Finding Meaning Beyond Absurdity

You and I live on a giant rock hurtling through space. We used to be apes, and before that we were fish. Before that, we were tiny little gooey things that you can’t even see. And before that, we were stars. Isn’t all of this just a little bit strange? Aren’t I, and you, and all of us, and the fact that we are here at all, just the weirdest thing ever?

Contemplating this mystery does funny things to me. I don’t know whether to despair at the apparent meaningless of it all, or to marvel at the evolutionary thrust towards ever more complex and ingenious ways the universe has found to realise and understand itself.

It’s the same with my personal journey through this life; simultaneously a painful, existentially agonising, pointless, lonely existence to be endured until that sweet final breath, and yet somehow profound with meaning, connection, purpose, teleology, laughter, love, friendship, kindred spirits and divinity.

It seems this paradoxical nature of existence is woven in to the fabric of everything we know.

It makes me question if we can ever know anything with certainty at all, or indeed if all so called ‘knowledge’ is merely the play of the mind, which through meditation is found to be illusory in nature; an ever-changing and endlessly morphing cacophony of thoughts that are born into existence, fleetingly occupying our attention before dissolving into the nothingness from which they arrived.

Life is a mystery.

Awakening to this mystery is at once deeply profound yet simultaneously disturbing.

Take this hurtling through space lark. I mean what the hell is that about? Cause for a party or a reason to despair about what any of this is for?

Is meaning inherent in all of this or is it completely devoid from the nature of existence, freeing us to create our own meaning in a maelstrom of competing and destructive perspectives that eschews the notion of anything absolute that could anchor us in stability or guide us through this maze.

Our predominating societal narrative attempts to create meaning for us. It imposes a patronising, insulting and superficial set of values on us which, surprisingly, we all swallow to varying degrees.

When I feel lost, I prefer, if it’s possible at the time, to remind myself that this crazy world is the play of mind, a projection on a massive scale of our personal and collective dreams, fears and unconscious motivations and desires. It is not however, what is truly real.

When we meditate, contemplate, are moved by music or art, ingest entheogens or somehow connect with something larger and deeper than ourselves, we recognise and become free of that illusory play of mind.

We realise that meaning was indeed inherent in everything all along after all, and, to quote Charles Eisenstein, that ‘more beautiful world our hearts tell us is possible’ is here for us now and in the future if only we begin to enact it in our lives, and to live from that premise.

So this giant rock that we’re on, as ludicrous as it is, indicates that even the most unimaginable things do happen.

Always have faith in the highest values you hold, and never settle for less unless it’s what you truly desire.

Because if the universe was interested in being mediocre we never would have had dinosaurs, infinite time and space, black holes, amoebas that one day turned in to Nobel prize winning scientists, and mushrooms that allow you to commune with God.

Contemplating the absurdity of existence invites us to attempt the impossible. Think about it, and do something amazing.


DIRECTIONS: Each line below containing the word "icon" needs to be shown.

=== Begin Enclosure ===

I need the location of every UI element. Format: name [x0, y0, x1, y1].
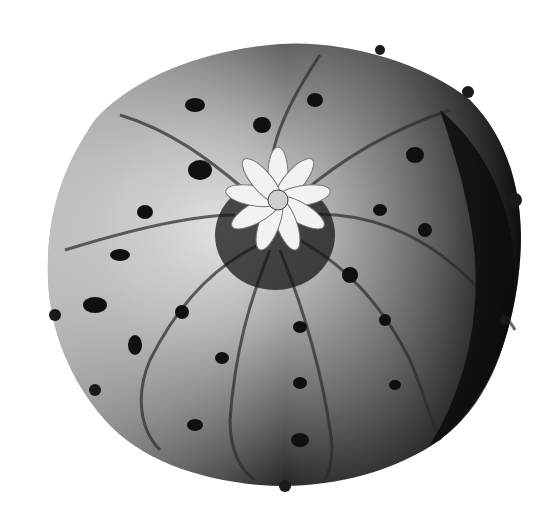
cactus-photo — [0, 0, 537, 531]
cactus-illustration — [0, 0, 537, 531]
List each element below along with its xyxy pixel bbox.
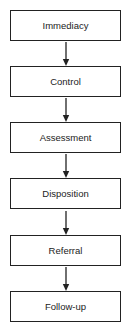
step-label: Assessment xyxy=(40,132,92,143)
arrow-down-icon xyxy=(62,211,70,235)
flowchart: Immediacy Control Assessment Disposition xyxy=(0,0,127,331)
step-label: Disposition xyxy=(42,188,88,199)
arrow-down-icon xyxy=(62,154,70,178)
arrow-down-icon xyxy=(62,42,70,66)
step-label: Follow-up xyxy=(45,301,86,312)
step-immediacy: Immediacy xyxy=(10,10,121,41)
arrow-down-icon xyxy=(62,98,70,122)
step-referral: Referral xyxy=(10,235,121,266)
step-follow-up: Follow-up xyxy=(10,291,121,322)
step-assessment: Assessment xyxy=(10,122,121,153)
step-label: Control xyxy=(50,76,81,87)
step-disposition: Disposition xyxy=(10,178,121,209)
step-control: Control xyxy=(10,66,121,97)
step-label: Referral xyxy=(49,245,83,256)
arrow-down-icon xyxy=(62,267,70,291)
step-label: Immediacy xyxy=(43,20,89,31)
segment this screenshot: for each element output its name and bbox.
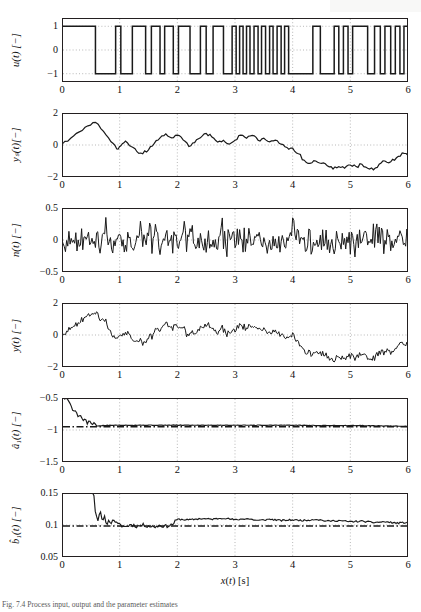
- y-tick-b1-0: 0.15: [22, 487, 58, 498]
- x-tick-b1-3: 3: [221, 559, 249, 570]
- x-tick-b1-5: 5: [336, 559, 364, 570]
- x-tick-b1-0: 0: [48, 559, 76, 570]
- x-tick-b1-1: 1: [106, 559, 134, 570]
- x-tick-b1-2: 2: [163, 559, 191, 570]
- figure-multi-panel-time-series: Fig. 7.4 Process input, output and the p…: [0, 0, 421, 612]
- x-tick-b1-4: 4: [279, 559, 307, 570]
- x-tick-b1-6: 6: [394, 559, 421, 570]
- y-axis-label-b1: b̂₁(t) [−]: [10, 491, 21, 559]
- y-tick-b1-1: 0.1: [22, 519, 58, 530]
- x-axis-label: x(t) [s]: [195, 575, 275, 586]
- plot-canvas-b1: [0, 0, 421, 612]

=== End Enclosure ===

FINISHED TASK:
arrow-down-icon xyxy=(62,211,70,235)
arrow-down-icon xyxy=(62,154,70,178)
arrow-down-icon xyxy=(62,42,70,66)
arrow-down-icon xyxy=(62,98,70,122)
arrow-down-icon xyxy=(62,267,70,291)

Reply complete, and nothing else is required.